Paid murderer who shot Mark Webley in gangland hit outdoors Edinburgh pub jailed
Grant Hunter, 34, pleaded guilty to murdering Marc Webley, 38, who was shot outside the Anchor Inn in Granton, Edinburgh, just after 11.30pm on December 31, 2023
A hitman who confessed to the Hogmanay murder of a man outside a pub in a gangland shooting has been jailed for 26 years. Marc Webley, 38, was killed outside the Anchor Inn in Granton, Edinburgh, just after 11.30pm on New Year’s Eve, 2023.
Grant Hunter admitted to the High Court in Edinburgh last month that he murdered Mr Webley and attempted to kill another man. The court was told that Mr Webley, suspected by the police of involvement in organised crime, had been warned about threats to his life and was wearing a stab vest when he was shot.
Sentencing Hunter at the High Court in Glasgow on Wednesday, judge Lord Mulholland told him he had committed the murder for financial gain and for the “furtherance of serious organised crime”.
He added: “Your cowardly actions will haunt you for the rest of your life.”
During the November hearing, the court heard how Hunter, 34, arrived at the bustling pub in a nicked Hyundai SUV, donning a balaclava, and was approached by Mr Webley and his mate Stewart Pearson.
CCTV footage presented in court showed Mr Webley showing his mobile phone to Hunter, who then took off his mask and started shooting, injuring Mr Pearson.
Mr Webley, seen on CCTV wielding a knife, tried to flee but was shot in the back.
Despite the valiant efforts of pub staff and patrons to administer CPR, Mr Webley was declared dead at the Royal Infirmary of Edinburgh in the early hours of New Year’s Day, 2024.
In the court hearing last November, Hunter’s girlfriend Emma McVie, 27, confessed to attempting to pervert the course of justice by cleaning the inside of the stolen Hyundai after the shooting and laundering their clothes.
Co-defendant Gary Robertson, 22, also admitted to attempting to pervert the course of justice.
Hunter was arrested and held on remand after police identified him from CCTV footage the day after the murder, the court was told.
Prosecutor Graeme Jessop KC revealed that hours after the murder, on 1 January, Hunter “expressed frustration at having to wait to be paid”, and “suggested he expected to be paid a substantial amount of money for the shooting”, as well as cracking jokes about Mr Webley’s death.
At the November hearing, Judge Frank Mulholland declared “the streets of Edinburgh and Scotland are not war zones, this is not Chicago in the 1930s”.
He labelled the killer “callous and arrogant” and warned the “paid assassin” may never taste freedom again.
Lord Mulholland told him: “Grant Hunter, you pleaded guilty to a crime of the utmost gravity. You were a paid assassin.
“You assassinated a man in a public street in Edinburgh and were paid a substantial amount.
“Your callousness and arrogance was breath-taking, removing your mask so the victim would see who was taking his life, discharging four shots, and wounding another man who would have come to aid of the victim.”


Exercise instructions
Beginning with the line that holds "This screenshot has height=386, width=812.", copy each line to the end of the records exactly, except the pictures.
┄┄┄┄┄┄
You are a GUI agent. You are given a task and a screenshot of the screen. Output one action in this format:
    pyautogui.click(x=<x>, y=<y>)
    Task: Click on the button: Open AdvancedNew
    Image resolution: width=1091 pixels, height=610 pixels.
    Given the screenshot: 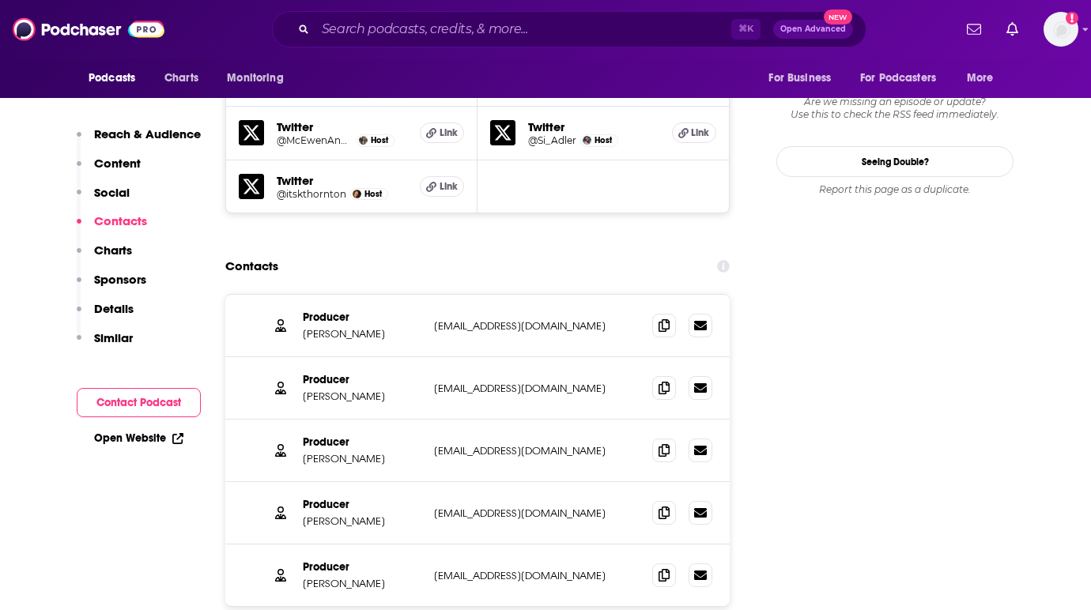 What is the action you would take?
    pyautogui.click(x=813, y=29)
    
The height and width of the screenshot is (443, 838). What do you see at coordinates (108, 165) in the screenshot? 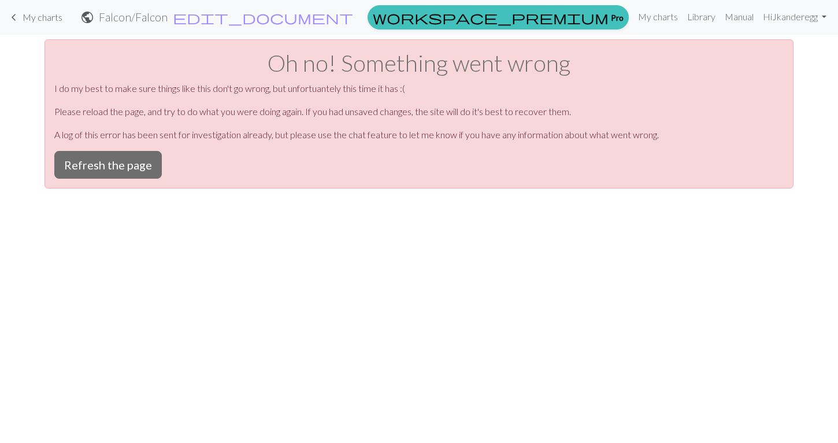
I see `button: Refresh the page` at bounding box center [108, 165].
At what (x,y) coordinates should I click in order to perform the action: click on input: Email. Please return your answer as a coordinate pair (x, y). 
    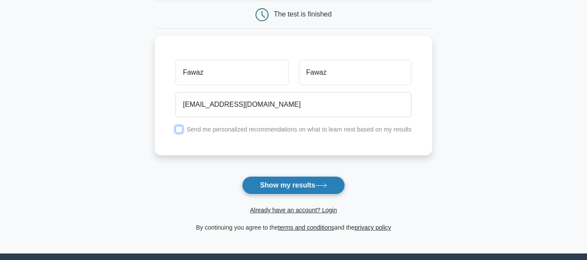
    Looking at the image, I should click on (293, 105).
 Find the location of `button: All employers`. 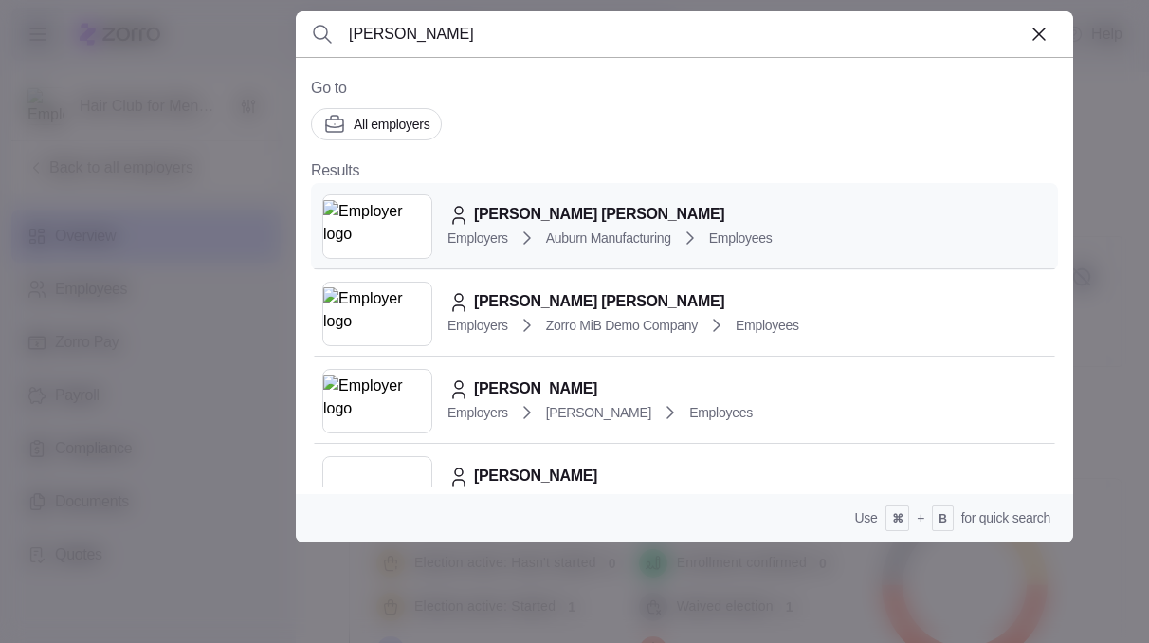

button: All employers is located at coordinates (378, 124).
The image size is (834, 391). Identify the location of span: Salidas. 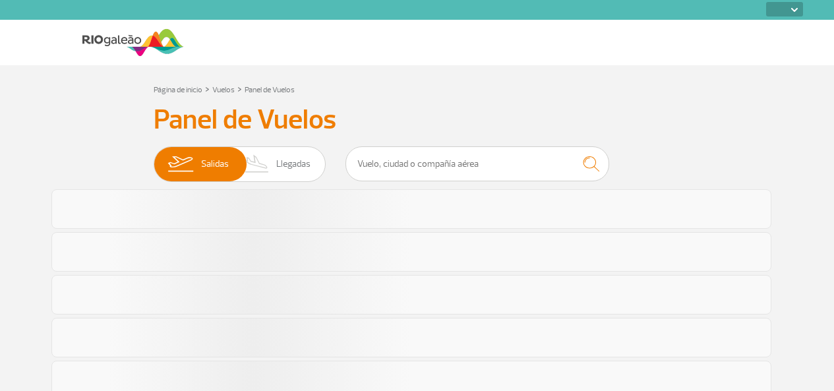
(215, 164).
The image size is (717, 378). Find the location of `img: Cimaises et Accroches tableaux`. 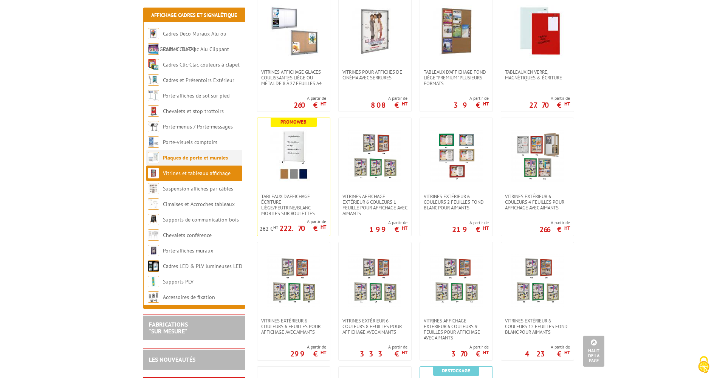

img: Cimaises et Accroches tableaux is located at coordinates (153, 204).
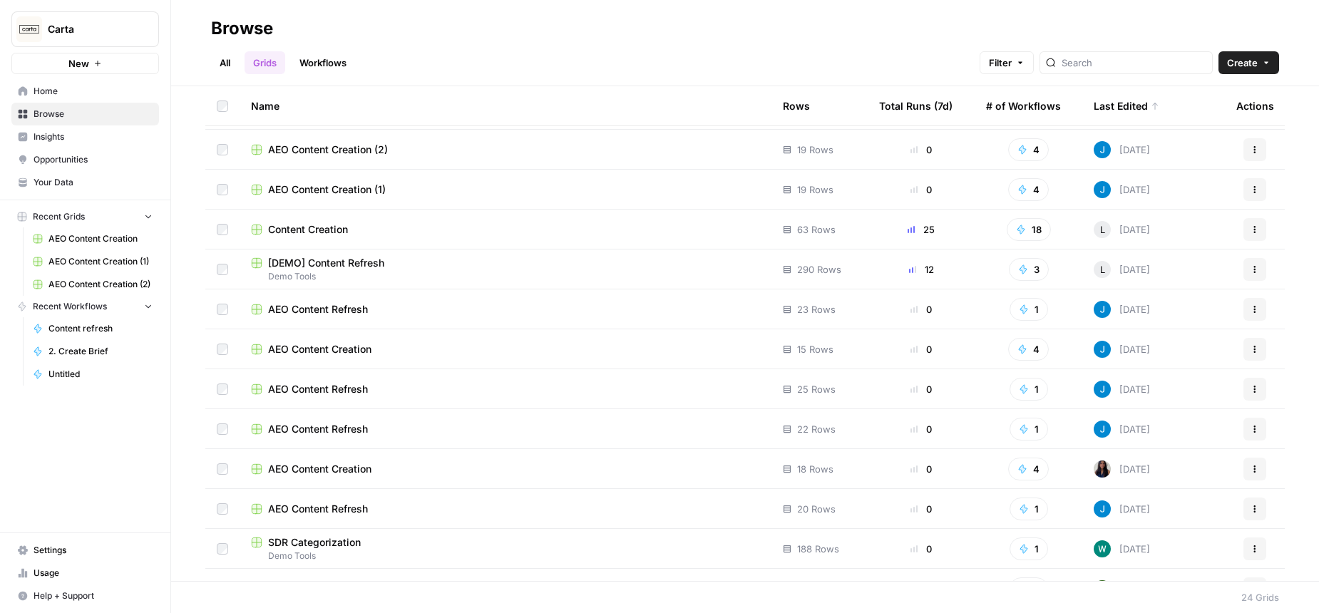 The height and width of the screenshot is (613, 1319). What do you see at coordinates (85, 573) in the screenshot?
I see `a: Usage` at bounding box center [85, 573].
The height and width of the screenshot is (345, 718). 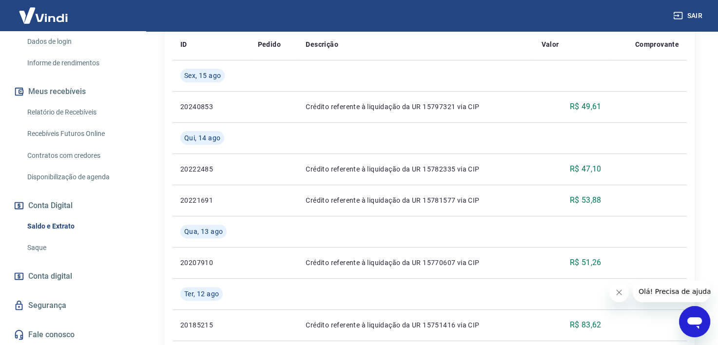 What do you see at coordinates (44, 11) in the screenshot?
I see `span: Olá! Precisa de ajuda?` at bounding box center [44, 11].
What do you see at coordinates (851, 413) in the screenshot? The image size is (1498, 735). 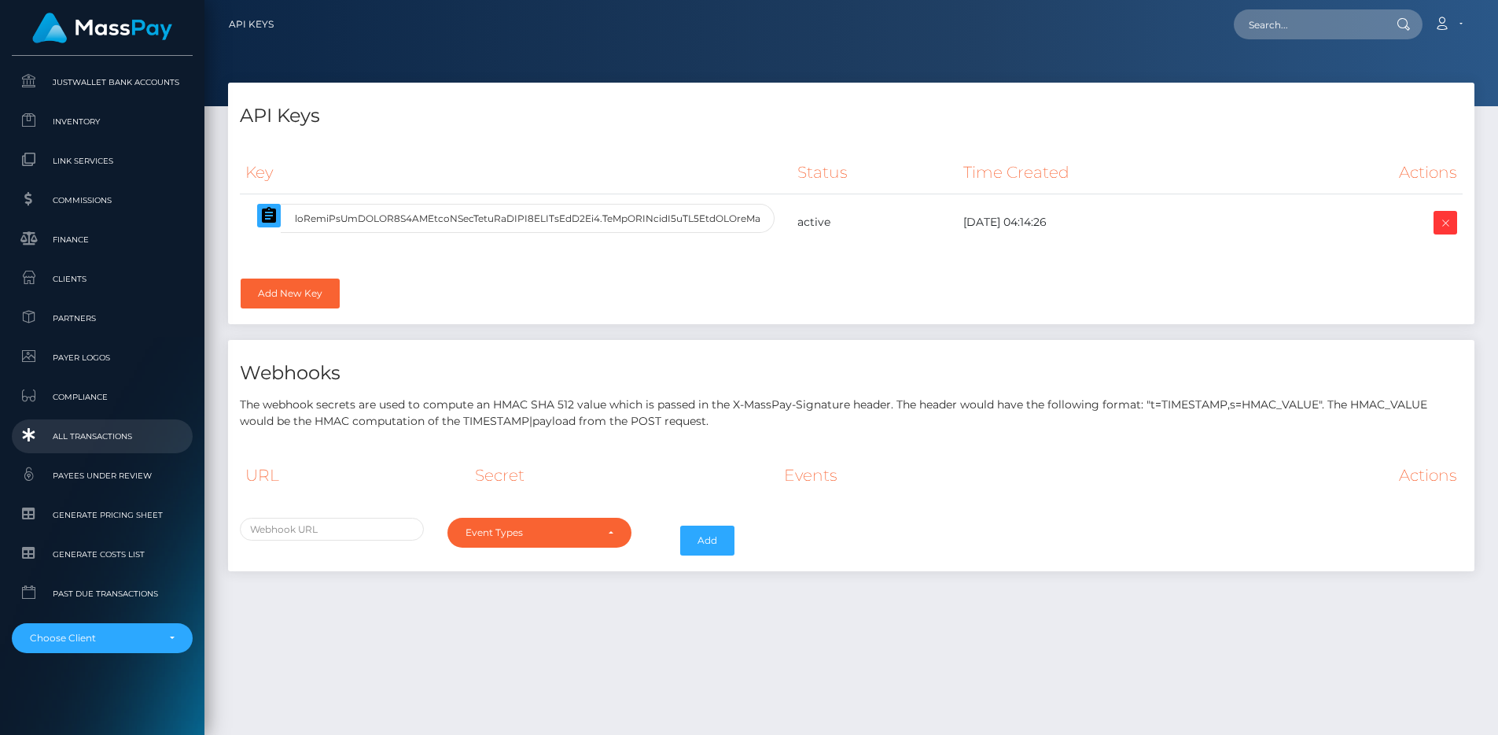 I see `p: The webhook secrets are used to compute an HMAC SHA 512 value which is passed in the X-MassPay-Si...` at bounding box center [851, 413].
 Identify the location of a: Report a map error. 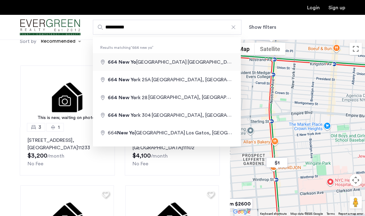
(351, 214).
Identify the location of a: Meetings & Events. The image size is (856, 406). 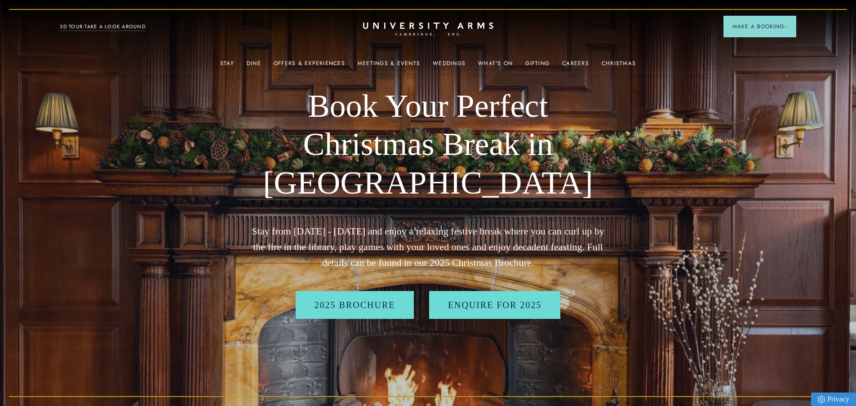
(389, 66).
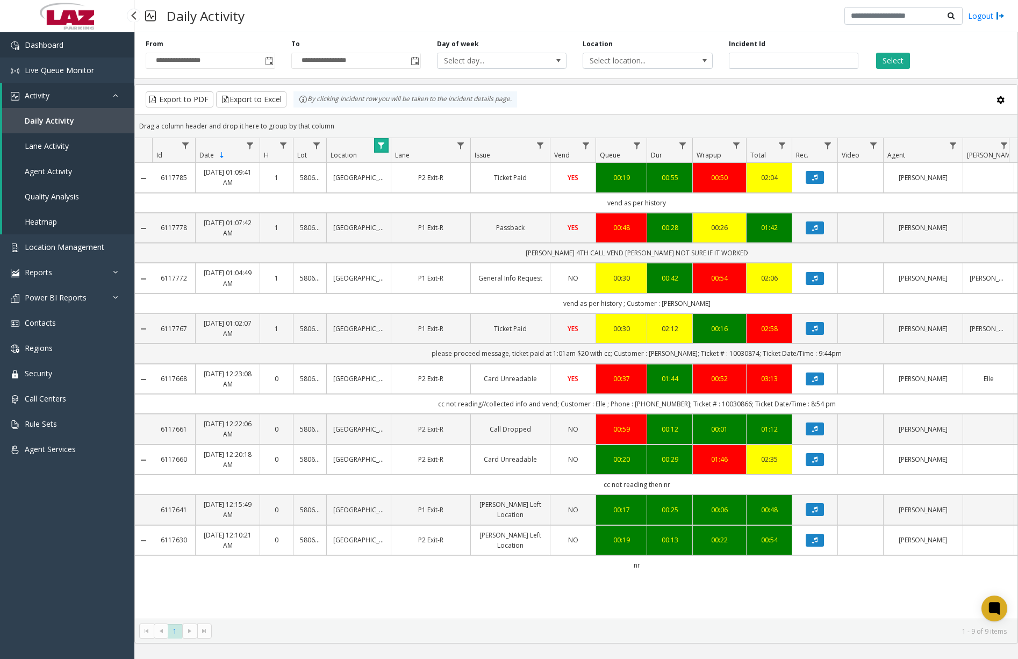 The height and width of the screenshot is (659, 1018). I want to click on span: Live Queue Monitor, so click(59, 70).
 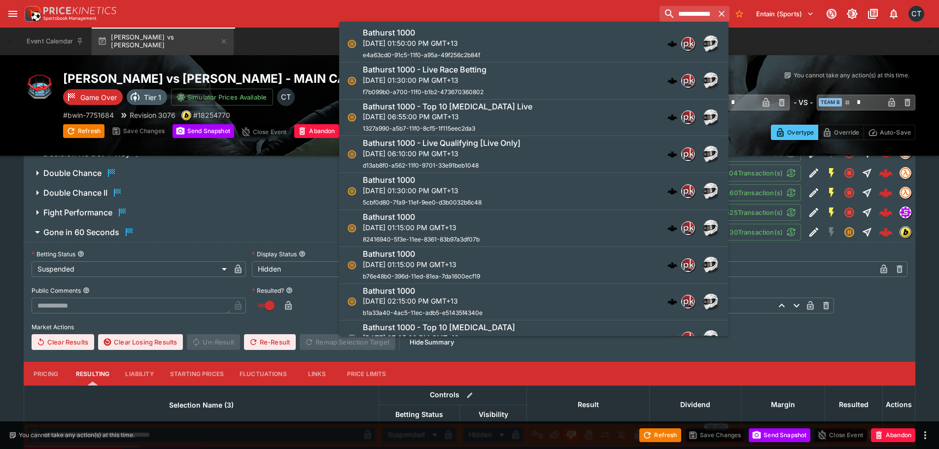 I want to click on button: Select Tenant, so click(x=785, y=14).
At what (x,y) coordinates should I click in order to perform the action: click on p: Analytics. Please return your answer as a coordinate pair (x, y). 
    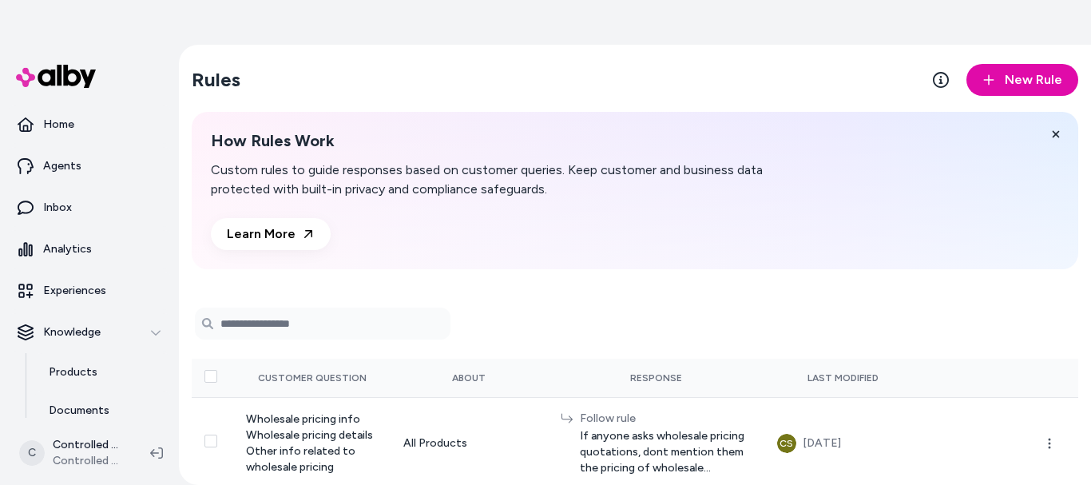
    Looking at the image, I should click on (67, 249).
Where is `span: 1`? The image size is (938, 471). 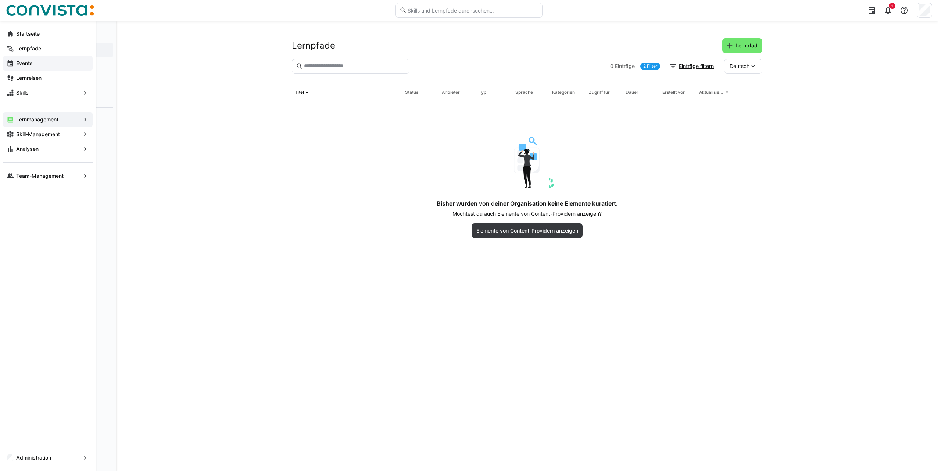
span: 1 is located at coordinates (892, 6).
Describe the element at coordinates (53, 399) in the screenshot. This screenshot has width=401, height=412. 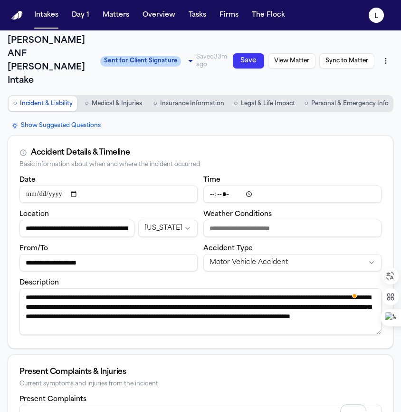
I see `label: Present Complaints` at that location.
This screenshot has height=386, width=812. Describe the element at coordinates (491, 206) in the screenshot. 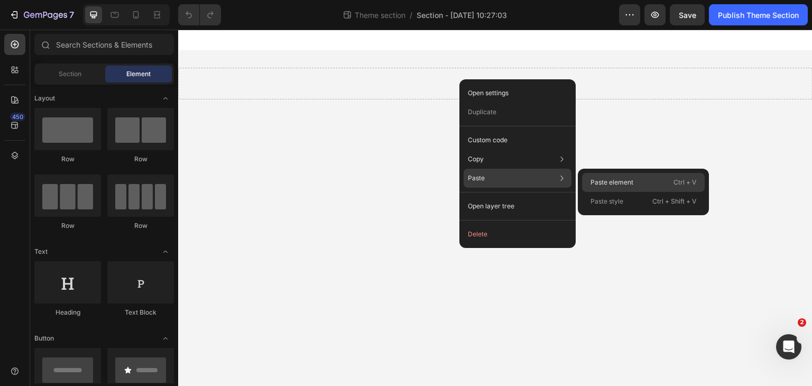

I see `p: Open layer tree` at that location.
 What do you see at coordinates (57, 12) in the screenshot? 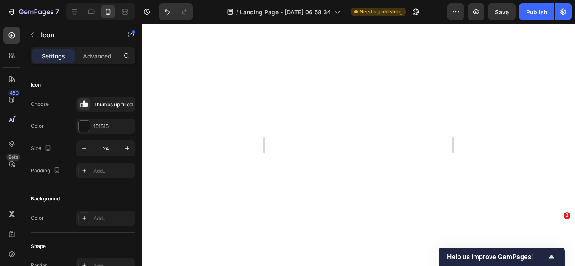
I see `p: 7` at bounding box center [57, 12].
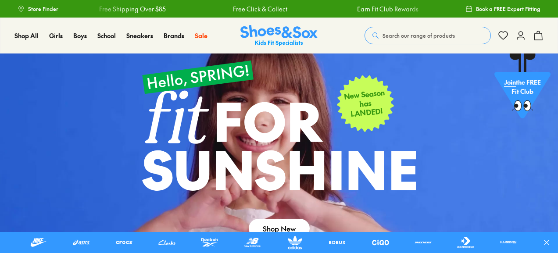 The image size is (558, 253). I want to click on a: Girls, so click(56, 36).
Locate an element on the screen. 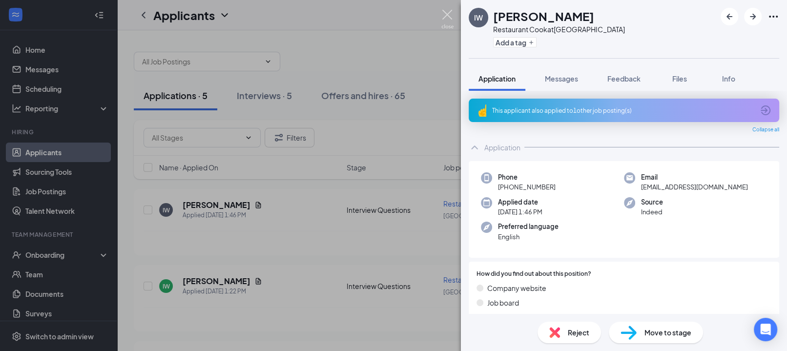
┄┄┄┄┄┄
Result below
This screenshot has height=386, width=812. Describe the element at coordinates (491, 206) in the screenshot. 

I see `p: Open layer tree` at that location.
 What do you see at coordinates (57, 12) in the screenshot? 
I see `p: 7` at bounding box center [57, 12].
 The image size is (558, 253). I want to click on a: Girls, so click(56, 36).
Locate an element on the screen. 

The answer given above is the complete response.